My mom also delighted in reading me the most twisted Grimms' fairy tales, which I loved, and teaching me to sing along to songs like "The Hearse Song." You know how it goes, "The worms crawl in, the worms crawl out ..." We'd have so much fun together. Funnily enough, the only time I ever got creeped out was the one time she left me home alone for twenty minutes while she went to the store and put Chitty Chitty Bang Bang on the TV. That's right, the kid's film. Don't ask me to explain why or how but for some reason the Child Catcher scared the ever-living shit out of me. Saying he could "smell the children," with his big nose, top hat, and greasy black hair. (Which, by the way, I would find attractive now.) I ran around the house in sheer terror, closing every curtain, locking every window, and hiding in a closet until my mom came home. In a strange way, there really is nothing like a children's fairy tale to really fuck you up. Even thinking about that fucker's face now I still get the ickies in my creep-out parts. I recently forced myself to watch Shitty Chitty utilizing the Ludovico Technique from Stanley Kubrick's classic film A Clockwork Orange, with the fucking specula and everything, and it still freaked me out.
That's the only movie that's ever really scared me. And here's why. Good old Uncle Kevin got me hooked on horror with one little white lie that I've now adopted as an absolute truth: that I was named after the Stephen King book/movie Carrie. In addition to pervy comedy shows, he used to let me watch classic scary movies, like Friday the 13th, Halloween, Night of the Living Dead, and The Exorcist, which has my all-time favorite line from the infamous head-spinning scene: "Did you see what she did?
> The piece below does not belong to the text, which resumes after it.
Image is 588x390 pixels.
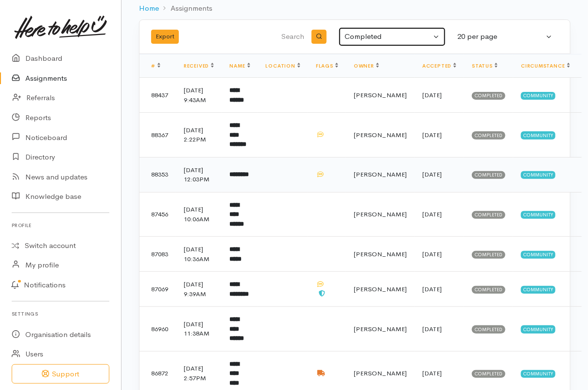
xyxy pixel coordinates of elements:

Your cunting daughter!" In the original Friday the 13th, there was a scene where the killer drives an arrow right through Kevin Bacon's throat. Instead of covering my eyes, Uncle Kevin slowed the video down, rewound it back and forth, over and over again, and explained to me how they did it in intricate detail. When we were done, that VHS tape had the wear and tear of a teenager's porn collection. His crash course on the intricacies of horror special effects was so profoundly impactful on my personal growth, it was as if I'd just read a treatise on The Ascent of Man. From then on I was obsessed with gore, and to this day, I just really get off on blood. The more disgusting, the better. One of my all-time favorite movies is that old sexy classic The Human Centipede, in which a German doctor surgically connects three kidnapped tourists ass-to-mouth. Need I say more?